The K-pop superstars’ second album of new material in 2020 fixates on the frustration and grief of life in quarantine, sifting through the blurry days to construct a new form of intimacy.
You have to at least want to root for BTS. The supergroup’s global dominance has been a rare constant in a year of upheaval, a pulse of pure joy through all this muck. There they are on The Late Late Show With James Corden, handing each other presents while crooning into their hand mics. There they are on TikTok, plopping a bouquet in a hand-lettered vase and offering it to their fans. BTS has broken so many records, at such a frantic pace, that any effort to tally them becomes almost instantly obsolete. Their new album, Be, devotes a full three-minute skit to celebrating the rise of “Dynamite,” their first all-English single, to the top of the Billboard charts. (“Don’t you think this is what happiness is like?” RM asks.) By the time the album itself was released, its first track had also reached the top of the U.S. charts, making BTS the first K-pop group ever to hit No. 1 on the Billboard 100.
That level of fame has not come without its costs. As a band—and a brand—that prizes authenticity, BTS haven’t shied away from addressing the tolls of megastardom and growing up in general. They’ve trained their pristine pop machine on sweeping philosophical ideas—the Jungian concept of the soul, a Herman Hesse bildungsroman—with varying degrees of success. On Be, the Bangtan Boys fixate instead on life in quarantine. In a year when profundity is woven into the mundane, when the rote tasks of getting through the day have taken on new intensity, BTS soften and shine.
“The entire year got stolen,” Jimin croons in Korean on the shimmering “Fly to My Room,” before the group lilts about lying in bed with a bloated stomach, a pile of takeout containers, and the constant blare of a TV. Frustration and grief animate these songs, but it’s their simplicity and specificity that make them compelling. On “Blue & Grey,” Suga wonders if “that hazy shadow that swallows me up” classifies as anxiety or as depression. “I just want to be happier,” the group cries over delicate, bleeding strings, their voices whittled down to pleading rasps.
The record’s thematic center is “Life Goes On,” a flickering prayer for pushing past 2020. Artists have struggled with how to construct a record about self-isolation—Charli XCX opted for the glitch and quiver of How I’m Feeling Now, while Drake danced alone through his massive, frigid house. BTS pluck minutiae from the blur of days trapped inside: “On my pillow, on my table,” they sing, “life goes on.” In the past, BTS have used their songs as vehicles for feel-good messages (“I love, I love, I love myself! I know, I know, I know myself!” they shouted on Wings’ “Cypher 4”); here, they build hope in real time. Each gradual glimmer of layered vocals, every lush harmony that streams over the delicate backbeat, stitches together an intimacy. I kept the song on repeat while I churned through my daily tasks—I pruned my inbox, pushed a Swiffer across my floor. By the seventh or eighth play, I realized I’d been crying.
That intricate balance of confession and consolation dissipates later in the album. RM, the group’s unofficial leader, worried that “Life Goes On” would sound “bland,” and other parts of the record try to compensate with aggressive sheen. The raps on “Dis-ease” shuffle over a mellow hip-hop beat, breezy and infectious but flimsy compared to the harder-edged juggernauts of past songs like “UGH!” The neon-drenched “Stay” meanders into middling EDM, with twitchy drum kicks and a siren-like blare; the beats sound like they were ripped from Steve Aoki’s hard drive in 2010.
“Stay” ends with a flourish of reverb that glides into the gloss and throb of “Dynamite,” a song that, on its own, achieves slick competency: a jumble of funk and handclaps and eminently palatable one-liners. (“Cup of milk, let’s rock and roll!”) Of course, “Dynamite” also functions as a monument to BTS’ global reach, but to the group, it’s more of a gift to fans. “We call this our own recharge project,” RM told NME about the single, “and we hope that it will be able to recharge your own batteries, even if it’s only for a moment.” That’s part of the fun of BTS—you get the sense that they earnestly want to root for you, too.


## EXERCISE DESCRIPTION
Copy out the entries that follow. Leave none out.

___ DATA SHOWN

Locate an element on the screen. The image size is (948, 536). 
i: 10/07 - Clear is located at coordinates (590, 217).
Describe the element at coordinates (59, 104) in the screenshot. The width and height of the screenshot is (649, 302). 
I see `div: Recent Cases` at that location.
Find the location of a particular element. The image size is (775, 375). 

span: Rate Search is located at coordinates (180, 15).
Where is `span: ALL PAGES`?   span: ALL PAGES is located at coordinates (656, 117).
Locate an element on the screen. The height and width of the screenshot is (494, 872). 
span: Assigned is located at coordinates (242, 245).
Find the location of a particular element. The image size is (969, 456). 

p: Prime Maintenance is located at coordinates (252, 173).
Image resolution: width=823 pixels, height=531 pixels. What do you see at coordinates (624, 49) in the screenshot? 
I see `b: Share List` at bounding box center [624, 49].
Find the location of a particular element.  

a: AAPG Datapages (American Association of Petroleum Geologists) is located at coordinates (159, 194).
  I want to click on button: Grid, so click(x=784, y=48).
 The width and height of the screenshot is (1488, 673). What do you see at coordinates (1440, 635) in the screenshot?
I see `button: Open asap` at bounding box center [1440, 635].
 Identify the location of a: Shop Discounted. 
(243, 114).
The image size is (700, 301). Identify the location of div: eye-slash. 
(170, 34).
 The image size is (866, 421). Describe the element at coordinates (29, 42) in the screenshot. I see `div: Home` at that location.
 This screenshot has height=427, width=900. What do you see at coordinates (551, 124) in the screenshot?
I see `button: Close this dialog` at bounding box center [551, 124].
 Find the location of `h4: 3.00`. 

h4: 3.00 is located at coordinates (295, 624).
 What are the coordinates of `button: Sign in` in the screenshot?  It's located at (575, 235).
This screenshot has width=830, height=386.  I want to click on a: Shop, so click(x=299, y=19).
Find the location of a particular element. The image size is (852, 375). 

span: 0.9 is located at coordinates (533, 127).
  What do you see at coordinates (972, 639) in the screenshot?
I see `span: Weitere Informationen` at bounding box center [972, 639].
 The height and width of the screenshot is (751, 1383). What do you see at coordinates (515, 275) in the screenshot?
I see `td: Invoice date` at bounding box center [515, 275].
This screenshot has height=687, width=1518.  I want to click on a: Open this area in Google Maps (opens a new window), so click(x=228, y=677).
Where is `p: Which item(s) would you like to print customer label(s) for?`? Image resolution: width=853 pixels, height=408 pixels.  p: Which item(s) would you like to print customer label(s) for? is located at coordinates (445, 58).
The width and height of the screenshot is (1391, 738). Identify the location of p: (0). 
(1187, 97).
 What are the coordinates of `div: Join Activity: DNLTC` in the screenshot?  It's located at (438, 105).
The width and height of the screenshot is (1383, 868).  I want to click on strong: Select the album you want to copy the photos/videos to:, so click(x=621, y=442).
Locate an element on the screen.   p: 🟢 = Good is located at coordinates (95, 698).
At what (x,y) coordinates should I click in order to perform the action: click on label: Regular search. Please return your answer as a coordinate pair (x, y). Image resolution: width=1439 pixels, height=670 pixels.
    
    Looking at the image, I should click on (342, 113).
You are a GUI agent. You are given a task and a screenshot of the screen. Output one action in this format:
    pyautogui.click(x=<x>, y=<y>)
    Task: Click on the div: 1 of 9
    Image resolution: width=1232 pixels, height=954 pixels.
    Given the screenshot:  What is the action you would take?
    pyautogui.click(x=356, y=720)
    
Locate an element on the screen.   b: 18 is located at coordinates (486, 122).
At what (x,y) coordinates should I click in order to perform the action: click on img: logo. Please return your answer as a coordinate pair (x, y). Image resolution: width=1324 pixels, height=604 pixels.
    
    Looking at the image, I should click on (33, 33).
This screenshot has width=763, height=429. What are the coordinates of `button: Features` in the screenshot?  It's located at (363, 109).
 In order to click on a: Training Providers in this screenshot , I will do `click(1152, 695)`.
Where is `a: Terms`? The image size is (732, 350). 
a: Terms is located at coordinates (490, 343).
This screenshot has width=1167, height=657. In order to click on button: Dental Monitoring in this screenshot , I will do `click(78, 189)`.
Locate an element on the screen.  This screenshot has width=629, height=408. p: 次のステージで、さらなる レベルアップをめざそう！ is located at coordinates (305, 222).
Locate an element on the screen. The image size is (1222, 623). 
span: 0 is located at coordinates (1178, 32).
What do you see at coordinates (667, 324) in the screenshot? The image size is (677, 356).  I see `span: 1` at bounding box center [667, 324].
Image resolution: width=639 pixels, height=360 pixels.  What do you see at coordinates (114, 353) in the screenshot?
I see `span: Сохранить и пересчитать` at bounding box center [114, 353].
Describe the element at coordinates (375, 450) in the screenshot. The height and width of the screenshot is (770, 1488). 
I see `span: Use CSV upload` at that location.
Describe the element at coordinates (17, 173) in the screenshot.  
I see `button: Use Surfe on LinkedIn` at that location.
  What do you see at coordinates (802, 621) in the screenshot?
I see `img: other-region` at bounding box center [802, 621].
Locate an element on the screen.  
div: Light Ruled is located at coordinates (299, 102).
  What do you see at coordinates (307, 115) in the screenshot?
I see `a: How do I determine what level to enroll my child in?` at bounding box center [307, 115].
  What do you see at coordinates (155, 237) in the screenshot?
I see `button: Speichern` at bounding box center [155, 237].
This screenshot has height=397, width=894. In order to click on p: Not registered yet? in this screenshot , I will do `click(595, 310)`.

______

## RESPONSE
Locate an element on the screen. The image size is (948, 536). 
i: 10/07 - Clear is located at coordinates (590, 217).
Describe the element at coordinates (59, 104) in the screenshot. The width and height of the screenshot is (649, 302). 
I see `div: Recent Cases` at that location.
Find the location of a particular element. The image size is (775, 375). 

span: Rate Search is located at coordinates (180, 15).
Where is `span: ALL PAGES`?   span: ALL PAGES is located at coordinates (656, 117).
Locate an element on the screen. The height and width of the screenshot is (494, 872). 
span: Assigned is located at coordinates (242, 245).
Find the location of a particular element. The image size is (969, 456). 

p: Prime Maintenance is located at coordinates (252, 173).
Image resolution: width=823 pixels, height=531 pixels. What do you see at coordinates (624, 49) in the screenshot? 
I see `b: Share List` at bounding box center [624, 49].
Find the location of a particular element.  

a: AAPG Datapages (American Association of Petroleum Geologists) is located at coordinates (159, 194).
  I want to click on button: Grid, so click(x=784, y=48).
 The width and height of the screenshot is (1488, 673). What do you see at coordinates (1440, 635) in the screenshot?
I see `button: Open asap` at bounding box center [1440, 635].
 Identify the location of a: Shop Discounted. 
(243, 114).
The image size is (700, 301). Identify the location of div: eye-slash. 
(170, 34).
 The image size is (866, 421). Describe the element at coordinates (29, 42) in the screenshot. I see `div: Home` at that location.
 This screenshot has height=427, width=900. What do you see at coordinates (551, 124) in the screenshot?
I see `button: Close this dialog` at bounding box center [551, 124].
 Find the location of `h4: 3.00`. 

h4: 3.00 is located at coordinates (295, 624).
 What are the coordinates of `button: Sign in` in the screenshot?  It's located at (575, 235).
This screenshot has width=830, height=386.  I want to click on a: Shop, so click(x=299, y=19).
Find the location of a particular element. The image size is (852, 375). 

span: 0.9 is located at coordinates (533, 127).
  What do you see at coordinates (972, 639) in the screenshot?
I see `span: Weitere Informationen` at bounding box center [972, 639].
 The height and width of the screenshot is (751, 1383). What do you see at coordinates (515, 275) in the screenshot?
I see `td: Invoice date` at bounding box center [515, 275].
This screenshot has height=687, width=1518.  I want to click on a: Open this area in Google Maps (opens a new window), so click(x=228, y=677).
Where is `p: Which item(s) would you like to print customer label(s) for?`? Image resolution: width=853 pixels, height=408 pixels.  p: Which item(s) would you like to print customer label(s) for? is located at coordinates (445, 58).
The width and height of the screenshot is (1391, 738). Identify the location of p: (0). 
(1187, 97).
 What are the coordinates of `div: Join Activity: DNLTC` in the screenshot?  It's located at (438, 105).
The width and height of the screenshot is (1383, 868).  I want to click on strong: Select the album you want to copy the photos/videos to:, so click(x=621, y=442).
Locate an element on the screen.   p: 🟢 = Good is located at coordinates (95, 698).
At what (x,y) coordinates should I click in order to perform the action: click on label: Regular search. Please return your answer as a coordinate pair (x, y). Image resolution: width=1439 pixels, height=670 pixels.
    
    Looking at the image, I should click on (342, 113).
You are a GUI agent. You are given a task and a screenshot of the screen. Output one action in this format:
    pyautogui.click(x=<x>, y=<y>)
    Task: Click on the div: 1 of 9
    Image resolution: width=1232 pixels, height=954 pixels.
    Given the screenshot:  What is the action you would take?
    pyautogui.click(x=356, y=720)
    
Locate an element on the screen.   b: 18 is located at coordinates (486, 122).
At what (x,y) coordinates should I click in order to perform the action: click on img: logo. Please return your answer as a coordinate pair (x, y). Image resolution: width=1324 pixels, height=604 pixels.
    
    Looking at the image, I should click on (33, 33).
This screenshot has width=763, height=429. What are the coordinates of `button: Features` in the screenshot?  It's located at (363, 109).
 In order to click on a: Training Providers in this screenshot , I will do `click(1152, 695)`.
Where is `a: Terms`? The image size is (732, 350). 
a: Terms is located at coordinates (490, 343).
This screenshot has width=1167, height=657. In order to click on button: Dental Monitoring in this screenshot , I will do `click(78, 189)`.
Locate an element on the screen.  This screenshot has width=629, height=408. p: 次のステージで、さらなる レベルアップをめざそう！ is located at coordinates (305, 222).
Locate an element on the screen. The image size is (1222, 623). 
span: 0 is located at coordinates (1178, 32).
What do you see at coordinates (667, 324) in the screenshot? The image size is (677, 356).  I see `span: 1` at bounding box center [667, 324].
Image resolution: width=639 pixels, height=360 pixels.  What do you see at coordinates (114, 353) in the screenshot?
I see `span: Сохранить и пересчитать` at bounding box center [114, 353].
Describe the element at coordinates (375, 450) in the screenshot. The height and width of the screenshot is (770, 1488). 
I see `span: Use CSV upload` at that location.
Describe the element at coordinates (17, 173) in the screenshot.  
I see `button: Use Surfe on LinkedIn` at that location.
  What do you see at coordinates (802, 621) in the screenshot?
I see `img: other-region` at bounding box center [802, 621].
Locate an element on the screen.  
div: Light Ruled is located at coordinates (299, 102).
  What do you see at coordinates (307, 115) in the screenshot?
I see `a: How do I determine what level to enroll my child in?` at bounding box center [307, 115].
  What do you see at coordinates (155, 237) in the screenshot?
I see `button: Speichern` at bounding box center [155, 237].
This screenshot has height=397, width=894. In order to click on p: Not registered yet? in this screenshot , I will do `click(595, 310)`.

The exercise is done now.